I’ll admit, I had such conflicting information when I picked up this book that I was at a complete loss as to what to expect once I finally got around to reading it (for a book club).
It’s dark (some said). It’s complete smut (said others). But like fucked up smut (said still others). It’s a GREAT FANTASY!! (shouted another who ironically was not the person who picked it).
The amazon page for Kushiel’s Dart compares it to Dune, and apparently it won a Locus Award in 2001 (also just looking at the list of other authors up for the award that year is kinda surreal).
So, after considering this vast and honestly confusing deluge of input, I did what I probably should have done in the first place, and stopped caring about any of that and just decided to open up the cover and . . .
Mostly, enjoy myself.
Carey’s prose FEEL like a fantasy story to me. Perhaps not reminiscent of Tolkien, but definitely of the type of story I would have been reading when I read Tolkien (which was when I was 11 . . . in 2001 when this book came out woah). Her style uses lots of archaic language (I now know the word “bekirtled”), and names involving apostrophes. Someone with a better knowledge of history than me, could probably spend hours pouring through the world of this book and teasing out all the little references to mythology (Christian, Jewish, Norse, and so many more I didn’t catch that it may have given WoT a run for it’s money).
There was some argument in our group about whether or not Phedre was a compelling character, with some saying she was a Mary Sue. I personally never felt taken out of the story by her abundance of competence. Sometimes it’s fun to watch people be really good at things (perhaps especially if that thing they’re best at is taboo sex).
Speaking of sex, it exists in this book. Seemingly in abundance but also in scarcity. When the main character is constantly in some state between sex worker, and sex slave, there was definitely potential for this book to become too graphic, one-note, or accidently parody the thing it sets out to express but I never felt we crossed any of those thresholds throughout the book. Given the comments I’d heard (described up above), I was kind of surprised by how much sex happened ‘off screen’, and how much other stuff that wasn’t sex (like large battles, sailing, and sword fighting) was present throughout the whole.
But sex IS a focal point of the book, and Carey uses it to interrogate a myriad of themes such as consent, love, sexuality (Phedre seems to swing all ways) and freedom.
And she does it all with a relatively deft and delicate nuance.

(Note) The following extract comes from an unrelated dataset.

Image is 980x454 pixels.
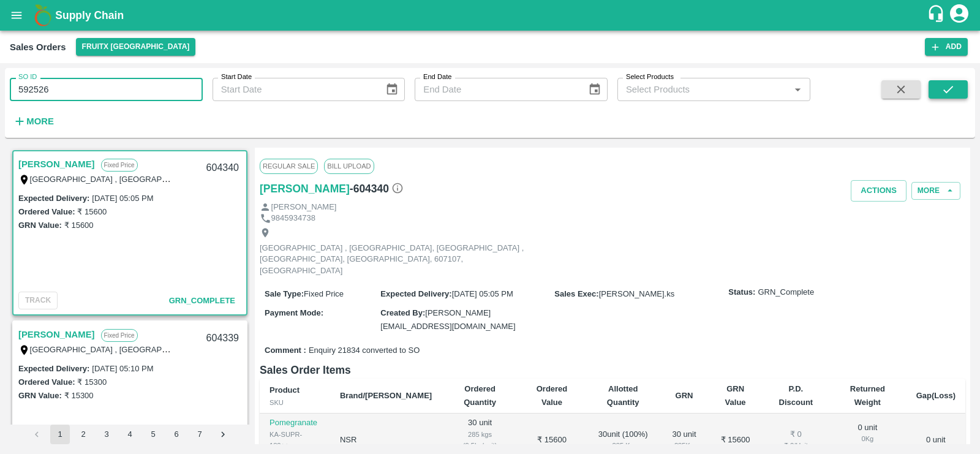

However, all of this takes a looonnngg time. My edition was somewhere around 650 pages, and I’m pretty sure the one everyone else read is 900 plus. I’m no stranger to thicc books (see my Rhythm of War review), but I sincerely wished this one ended about a hundred pages before it did. I attribute this mostly to two things:
- The sheer amount of characters, countries, religions, and other unfamiliar names we have to keep track of (there are over 4 pages of single spaced text in the dramatis personae and I generally cringe any time I see a dramatis personae). These worldbuilding bits are dropped in constantly and ad nauseum until it’s impossible to decide which bits to remember and which to forget (pro tip they’re ALL important which is too much)
- A structural failure, in which it felt like the most important story threads were resolved before each successively less important thread, so that the reader is no longer pulled by the main hook and left to wonder why they are still reading.
This may sound a bit harsh, and indeed it probably is, but by the end of this book, it was very difficult for me to remember all of the wonderful things it did along the way because I was mostly waiting for it to end (also, it had perhaps one of the most lack-luster motivations for a villain I’ve read in a while, but that’s another post altogether).
So . . . Recommendation?
Unfortunately, I can’t recommend this one.
On the one hand, Kushiel’s Dart was almost nothing like what I had been lead to believe it might be, instead proving to be a complex, intricate, and beautifully written piece of Fantasy which was at first a shock and a delight to read. Details like the double entendre in the book’s catch phrase, ‘love as thou wilt’, showed such potential for a captivating and satisfying experience.
However, as the story continued on (and on), it became impossible to keep track of so many little details, and eventually it became clear that the structure on which this beautifully wrought story rested, could not support so much telling.
I hate giving negative reviews because the very thing that I didn’t mesh with in the story, could be the very thing that someone else loves and I don’t want to turn them away from that. So tell me, who loved this story? What did you love about it? What might I have gotten wrong?
Please leave your answers in the comments.